I’m ambivalent about the departure of my longtime East Village neighbors, the Hells Angels. I’ve been on the block for 18 years (chai!); they’ve been here for around 60 (the history is in the link). Here are two pics of my actual building — the Angels’ building is across the street — back in the day. It was abandoned sometime in the ’70s or ’80s and became a squat, then the roof started collapsing, then it was sold by the city to a 21-year-old baby proto-developer for a dollar, then the wee Master of the Universe-to-be gradually fixed it up (when we arrived, everything in the back of the building, including the chimney, was painted a hideous seafoam green, because he apparently got a deal on boat paint), and when we moved in it was an interesting mix of artists and creative people and now it is…less so.

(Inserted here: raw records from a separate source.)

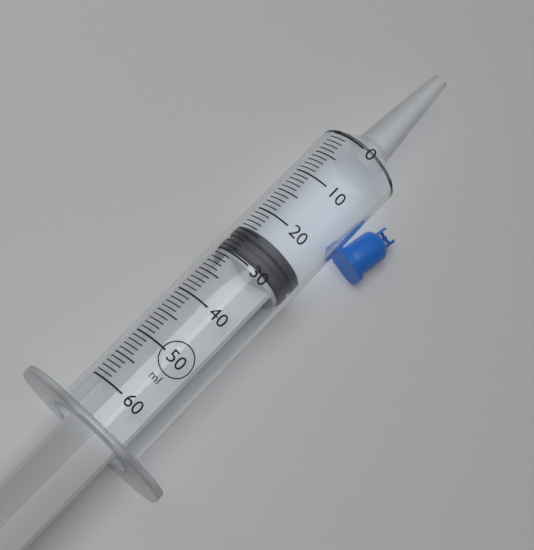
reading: 24 ml
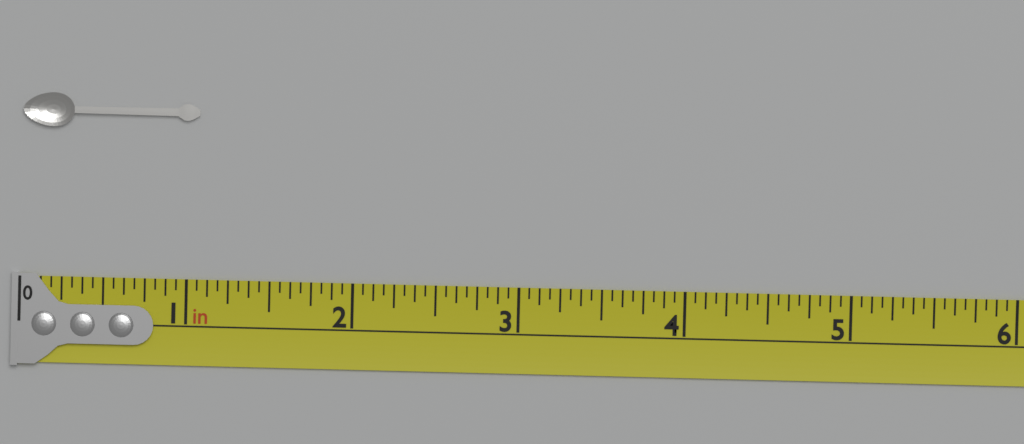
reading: 1.0625 in
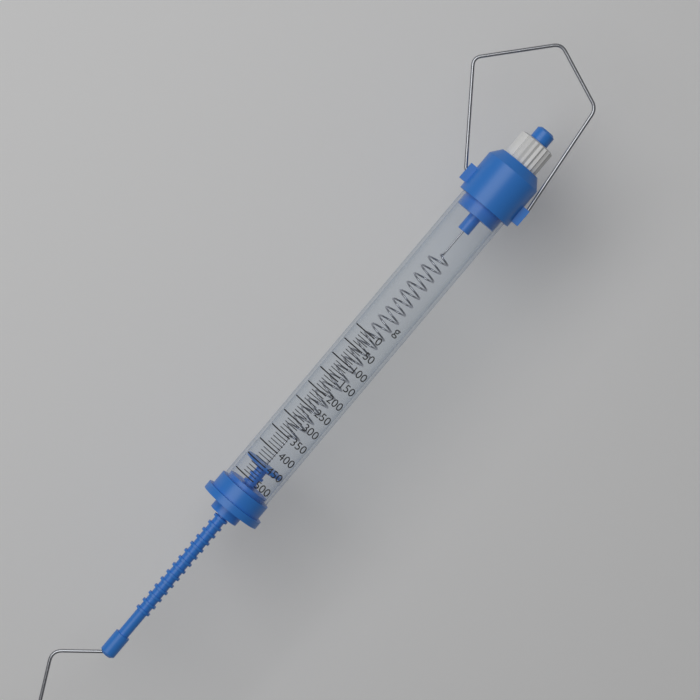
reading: 450 g
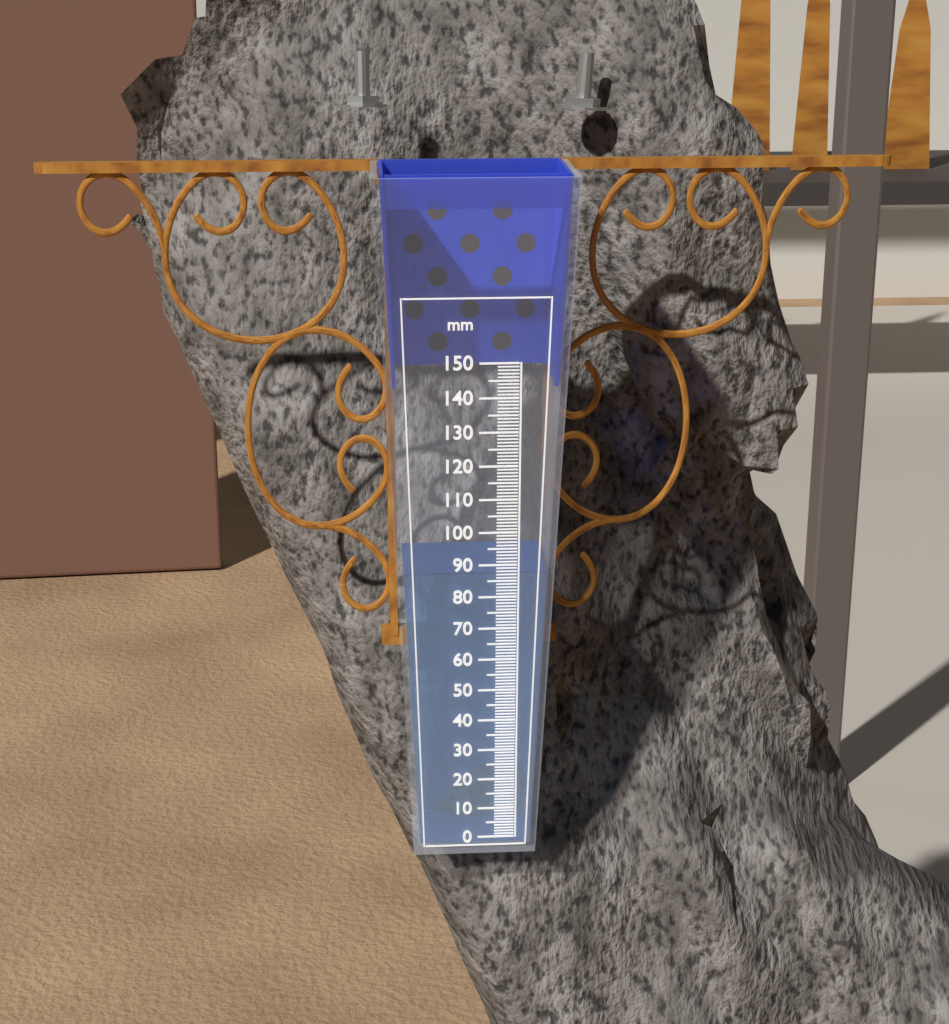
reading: 87 mm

I’m not sure when either of these pics are from. (Do you?) I do not own them, found ’em online, and will take ’em down if asked. 

 

Let’s see. In other news, I raged professionally, like everyone else, about Operation Varsity Blues. Not to brag or anything, but I am proud that cheating is not one of my many, many vices. And I did not raise cheaters. I truly believe everything I wrote in my book about raising kids to be independent, ethical, mensch-y people. THAT IS YOUR JOB AS A PARENT. And if you have a certain amount of privilege, as I do, part of good childrearing is opting out of the crazy-people competitive child-rearing race. My kids went to the diverse, progressive little public school down the block (and to bring this full circle, the original principal just told me on FB that at the beginning of the school’s life — it opened in 1991 — the Angels donated $50 for books every year!) and then to a diverse, non-fancy, progressive, non-testing-oriented middle and high school. These schools have served them really well. My kids aren’t assholes. And they are both curious and clueful about the world.

It feels apt, at this time when we’re pondering widespread system-gaming (of a system that’s already designed to privilege the privileged!), for me to quote social reformer and activist Caroline Pratt (1867-1954), upon whose philosophy my girls’ elementary school was based: 

I had dreamed of a child world in which railroads and city streets, farms and factories, the stuff of which the real world is made could be brought down to children’s scale so that they might grasp it. I had envisioned a community of children who could in their own way, through the child activity, which we misguidedly call play, reproduce this world and its functioning. Such a community of little individuals, equals in size and strength and understanding as adults are equals in their own adult communities would learn not only physical truths about the world, but social truths as well, the all-important truths of people with many individual differences who must live and work with each other.